June 18, 2002: Helen 1.0

The sales launch of the first version started in 2002. That’s not a typo. It was really 2002. The development took place before that, of course. The first version did not yet have a WYSIWYG editor, but only offered an HTML text editor with syntax coloring. However, external editors were already very well supported. I can remember a customer who said that the HTML engine of JavaHelp offers so few possibilities anyway, that a text based HTML editing is the best :-)

JavaHelp was treated stepmotherly by the major help authoring tools at the time. Many users therefore used text editors to maintain the necessary XML files for the project, table of contents and index files. Just adding a single page, linking it, with all the keyword and content information therefore took quite some manual effort.

Helen was able to import existing JavaHep projects. And from that users could start immediately.

For those users who already had HTML data and would need to support the JavaHelp help systems, a wizard was provided that could quickly create a project from it.

Self-operated Web Store / Electronic Delivery Only

At that time, it was not a matter of course that software could be purchased exclusively via the Internet and that delivery was exclusively electronic.

To make this possible, we had a self-operated web store based on PHP at the beginning. Through a direct contract with a credit card processor, fully electronic sales were made possible. This worked quite well for customers from America, but German customers at that time preferred to buy only on account. An exclusively electronic delivery was still very rare in Germany at that time.

Slow Sales Start

Nevertheless, sales got off to a very slow start. That was a bit depressing. It’s not enough to just develop a product. Like many people who come from the technical side, it was not easy. You have to market something as well, if no one knows that such a tool exists, then no one will buy it. The later versions with WYSIWG Editor also suffered from this shortcoming.

Then sometime after the first few weeks after sales started, I thought I might sell a few dozen copies at most. I then had to switch back to project work. Somehow food has to be put on the table and bills paid.

September 21, 2002

Then in September, I introduced Helen at a meeting of the France Chapter of the Society for Technical Communication (STC). There and at similar events later, I learned a lot in conversations with real help authors.

Failure or Success?

From the point of view of creating your own product with which you can earn a living, it was clearly a failure. JavaHelp was certainly a niche, especially since Java was hardly used on the desktop. Although sales were significantly below expectation, the life of the product was much longer than expected. The longer sales period eventually ended up generating some revenue over all these years. So it would have been entirely possible to gain a foothold if more funding had been available to develop other documentation areas product wise (especially the emerging web-based help systems). Still, that would have required proper marketing as well.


Up to the line containing "Image is 787x601 pixels.", nothing is kept; from that line through the end of the data below, output every line exactly.

[Page and application data records]
________________

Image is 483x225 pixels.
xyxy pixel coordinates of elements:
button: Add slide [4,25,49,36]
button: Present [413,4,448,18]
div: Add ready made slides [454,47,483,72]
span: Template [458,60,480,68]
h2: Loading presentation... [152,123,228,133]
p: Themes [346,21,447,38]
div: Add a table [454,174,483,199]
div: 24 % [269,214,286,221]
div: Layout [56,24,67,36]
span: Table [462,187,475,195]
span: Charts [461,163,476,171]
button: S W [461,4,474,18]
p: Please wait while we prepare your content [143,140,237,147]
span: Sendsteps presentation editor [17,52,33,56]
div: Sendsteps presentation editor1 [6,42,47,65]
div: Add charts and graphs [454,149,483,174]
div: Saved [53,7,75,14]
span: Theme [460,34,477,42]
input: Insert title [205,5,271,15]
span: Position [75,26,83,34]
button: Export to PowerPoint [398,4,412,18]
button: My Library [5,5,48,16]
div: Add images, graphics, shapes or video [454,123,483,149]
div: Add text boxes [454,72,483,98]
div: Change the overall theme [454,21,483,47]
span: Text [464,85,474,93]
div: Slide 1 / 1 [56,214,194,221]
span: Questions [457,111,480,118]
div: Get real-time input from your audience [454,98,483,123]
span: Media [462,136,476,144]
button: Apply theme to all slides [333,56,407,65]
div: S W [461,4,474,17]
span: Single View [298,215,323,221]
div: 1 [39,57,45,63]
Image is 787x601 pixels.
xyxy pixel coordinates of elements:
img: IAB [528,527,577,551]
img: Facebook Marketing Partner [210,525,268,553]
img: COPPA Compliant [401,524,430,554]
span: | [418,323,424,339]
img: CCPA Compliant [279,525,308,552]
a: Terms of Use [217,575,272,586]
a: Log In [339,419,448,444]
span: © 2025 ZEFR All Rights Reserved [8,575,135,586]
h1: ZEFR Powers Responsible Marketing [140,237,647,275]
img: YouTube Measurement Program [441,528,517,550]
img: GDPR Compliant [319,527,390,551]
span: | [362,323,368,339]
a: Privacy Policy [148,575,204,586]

________________

### SOLUTION
Image is 787x601 pixels.
xyxy pixel coordinates of elements:
img: IAB [528,527,577,551]
img: Facebook Marketing Partner [210,525,268,553]
img: COPPA Compliant [401,524,430,554]
span: | [418,323,424,339]
img: CCPA Compliant [279,525,308,552]
a: Terms of Use [217,575,272,586]
a: Log In [339,419,448,444]
span: © 2025 ZEFR All Rights Reserved [8,575,135,586]
h1: ZEFR Powers Responsible Marketing [140,237,647,275]
img: YouTube Measurement Program [441,528,517,550]
img: GDPR Compliant [319,527,390,551]
span: | [362,323,368,339]
a: Privacy Policy [148,575,204,586]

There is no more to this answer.